What is BMR (Basal Metabolic Rate)?
Basal metabolic rate (BMR) estimates how many calories your body burns at complete rest to keep vital functions like breathing, circulation, and cell production running. A BMR calculator is the starting point for estimating your daily calorie needs because BMR feeds into Total Daily Energy Expenditure (Total Daily Energy Expenditure (TDEE)) along with activity and the Thermic Effect of Food (Thermic Effect of Food (TEF)).
BMR is not a calorie intake target — it’s the baseline number used to estimate TDEE and maintenance calories.
What affects BMR?
- Body size and lean mass are the biggest drivers of basal metabolic rate.
- Lean mass (muscle and organs) drives most of BMR differences; fat mass contributes less per kg.
- Age, sex, and hormones shift energy needs over time.
- Sleep, illness, and recent dieting can temporarily lower basal metabolic rate.
BMR vs RMR: what’s the difference?
Resting metabolic rate (RMR) is measured under less strict conditions than BMR and typically lands slightly higher. In practice, the terms are used interchangeably in nutrition apps, but this page focuses on basal metabolic rate because it is the core input for most BMR calculator formulas and daily calorie needs estimates.
BMR formulas
The calculator automatically chooses the best-fit BMR formula: it defaults to Mifflin–St Jeor and upgrades to Katch–McArdle whenever you provide a valid body-fat percentage (3–60%).
Mifflin–St Jeor
Default — balances height, weight, age, and sex for most people.
BMR = 10w + 6.25h − 5a + s (s = +5 male, −161 female)
- Modern clinical default
- Sensitive to weight changes, no body-fat requirement
Katch–McArdle
Best when you know body-fat % and want lean-mass driven predictions.
BMR = 370 + 21.6 × LeanMass(kg)
- Lean mass (LBM) = weight × (1 − body fat %)
- Requires body-fat between 3–60%
- Responsive to recomposition plans
How the calculator chooses a formula
- Mifflin–St Jeor — runs automatically when the Body fat % field is blank. Common default for general use, macro coaching, and comparisons with modern nutrition apps.
- Katch–McArdle — activates when you supply a 3–60% body-fat value. Often preferred for recomposition, athletic cuts, or any plan that leans on lean-mass calculations.
- The calculator only uses the stats you provide, so accuracy depends on consistent measurements for weight, height, and body fat.
- No setting is required - the calculator makes the decision based on your profile inputs.
- Clearing the Body fat % input reverts to Mifflin–St Jeor without affecting other data.
Interpreting your BMR results
- Your basal metabolic rate is one piece of the daily calorie needs puzzle, not a target intake by itself.
- Use the full TDEE estimate to set maintenance calories, then adjust for weight loss or weight gain goals.
- Recheck your BMR calculator results after big changes in weight, body fat, or training volume.
These are estimates. The most accurate signal is how your real-world scale trends respond over 2–4 weeks.
Need a refresher? Return to the calculator, enter or clear Body fat %, and check which formula was used in your BMR results summary.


Task directions:
Copy the following data exactly and drop the pictures.

Provided data below:

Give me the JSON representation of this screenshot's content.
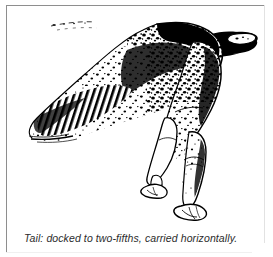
{
  "figure": {
    "caption": "Tail: docked to two-fifths, carried horizontally.",
    "alt_description": "Pen-and-ink illustration of the hindquarters of a short-haired pointer showing a docked tail carried horizontally",
    "frame_color": "#8e8e8e",
    "background_color": "#ffffff",
    "ink_color": "#000000",
    "parts": {
      "tail": "docked-tail",
      "croup": "croup",
      "thigh": "upper-thigh",
      "stifle": "stifle",
      "hock": "hock",
      "rear_left_leg": "rear-left-leg",
      "rear_right_leg": "rear-right-leg",
      "left_paw": "left-paw",
      "right_paw": "right-paw",
      "coat_pattern": "ticked-speckled-coat"
    }
  }
}
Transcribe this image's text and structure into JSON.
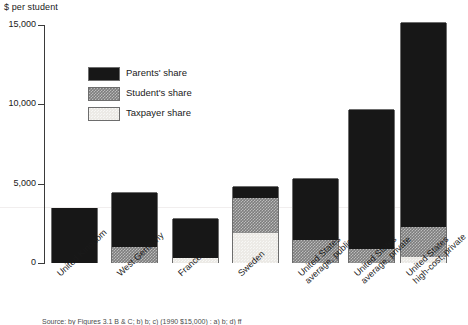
{
  "chart_data": {
    "type": "bar",
    "stacked": true,
    "title": "",
    "ylabel": "$ per student",
    "xlabel": "",
    "ylim": [
      0,
      15000
    ],
    "yticks": [
      0,
      5000,
      10000,
      15000
    ],
    "ytick_labels": [
      "0",
      "5,000",
      "10,000",
      "15,000"
    ],
    "grid": false,
    "legend_position": "upper-left-inside",
    "categories": [
      "United Kingdom",
      "West Germany",
      "France",
      "Sweden",
      "United States average, public",
      "United States average, private",
      "United States high-cost, private"
    ],
    "series": [
      {
        "name": "Parents' share",
        "values": [
          3480,
          3420,
          2470,
          700,
          3850,
          8740,
          12880
        ]
      },
      {
        "name": "Student's share",
        "values": [
          0,
          1010,
          0,
          2210,
          1470,
          880,
          1880
        ]
      },
      {
        "name": "Taxpayer share",
        "values": [
          0,
          0,
          320,
          1900,
          0,
          0,
          380
        ]
      }
    ],
    "totals": [
      3480,
      4430,
      2790,
      4810,
      5320,
      9620,
      15140
    ]
  },
  "axis": {
    "y_title": "$ per student",
    "ticks": [
      {
        "label": "15,000",
        "value": 15000
      },
      {
        "label": "10,000",
        "value": 10000
      },
      {
        "label": "5,000",
        "value": 5000
      },
      {
        "label": "0",
        "value": 0
      }
    ]
  },
  "legend": {
    "items": [
      {
        "label": "Parents' share",
        "swatch": "parents",
        "color": "#171717"
      },
      {
        "label": "Student's share",
        "swatch": "student",
        "color": "#7d7d7d"
      },
      {
        "label": "Taxpayer share",
        "swatch": "taxpayer",
        "color": "#eceae6"
      }
    ]
  },
  "categories": [
    {
      "line1": "United Kingdom",
      "line2": ""
    },
    {
      "line1": "West Germany",
      "line2": ""
    },
    {
      "line1": "France",
      "line2": ""
    },
    {
      "line1": "Sweden",
      "line2": ""
    },
    {
      "line1": "United States",
      "line2": "average, public"
    },
    {
      "line1": "United States",
      "line2": "average, private"
    },
    {
      "line1": "United States",
      "line2": "high-cost, private"
    }
  ],
  "source": "Source: by Figures 3.1 B & C; b) b; c)  (1990     $15,000) : a) b; d) ff"
}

End of Provided data.

Solution:
Give me the JSON representation of this screenshot's content.
{
  "figure": {
    "caption": "Tail: docked to two-fifths, carried horizontally.",
    "alt_description": "Pen-and-ink illustration of the hindquarters of a short-haired pointer showing a docked tail carried horizontally",
    "frame_color": "#8e8e8e",
    "background_color": "#ffffff",
    "ink_color": "#000000",
    "parts": {
      "tail": "docked-tail",
      "croup": "croup",
      "thigh": "upper-thigh",
      "stifle": "stifle",
      "hock": "hock",
      "rear_left_leg": "rear-left-leg",
      "rear_right_leg": "rear-right-leg",
      "left_paw": "left-paw",
      "right_paw": "right-paw",
      "coat_pattern": "ticked-speckled-coat"
    }
  }
}
Transcribe this image's text and structure into JSON.
{
  "chart_data": {
    "type": "bar",
    "stacked": true,
    "title": "",
    "ylabel": "$ per student",
    "xlabel": "",
    "ylim": [
      0,
      15000
    ],
    "yticks": [
      0,
      5000,
      10000,
      15000
    ],
    "ytick_labels": [
      "0",
      "5,000",
      "10,000",
      "15,000"
    ],
    "grid": false,
    "legend_position": "upper-left-inside",
    "categories": [
      "United Kingdom",
      "West Germany",
      "France",
      "Sweden",
      "United States average, public",
      "United States average, private",
      "United States high-cost, private"
    ],
    "series": [
      {
        "name": "Parents' share",
        "values": [
          3480,
          3420,
          2470,
          700,
          3850,
          8740,
          12880
        ]
      },
      {
        "name": "Student's share",
        "values": [
          0,
          1010,
          0,
          2210,
          1470,
          880,
          1880
        ]
      },
      {
        "name": "Taxpayer share",
        "values": [
          0,
          0,
          320,
          1900,
          0,
          0,
          380
        ]
      }
    ],
    "totals": [
      3480,
      4430,
      2790,
      4810,
      5320,
      9620,
      15140
    ]
  },
  "axis": {
    "y_title": "$ per student",
    "ticks": [
      {
        "label": "15,000",
        "value": 15000
      },
      {
        "label": "10,000",
        "value": 10000
      },
      {
        "label": "5,000",
        "value": 5000
      },
      {
        "label": "0",
        "value": 0
      }
    ]
  },
  "legend": {
    "items": [
      {
        "label": "Parents' share",
        "swatch": "parents",
        "color": "#171717"
      },
      {
        "label": "Student's share",
        "swatch": "student",
        "color": "#7d7d7d"
      },
      {
        "label": "Taxpayer share",
        "swatch": "taxpayer",
        "color": "#eceae6"
      }
    ]
  },
  "categories": [
    {
      "line1": "United Kingdom",
      "line2": ""
    },
    {
      "line1": "West Germany",
      "line2": ""
    },
    {
      "line1": "France",
      "line2": ""
    },
    {
      "line1": "Sweden",
      "line2": ""
    },
    {
      "line1": "United States",
      "line2": "average, public"
    },
    {
      "line1": "United States",
      "line2": "average, private"
    },
    {
      "line1": "United States",
      "line2": "high-cost, private"
    }
  ],
  "source": "Source: by Figures 3.1 B & C; b) b; c)  (1990     $15,000) : a) b; d) ff"
}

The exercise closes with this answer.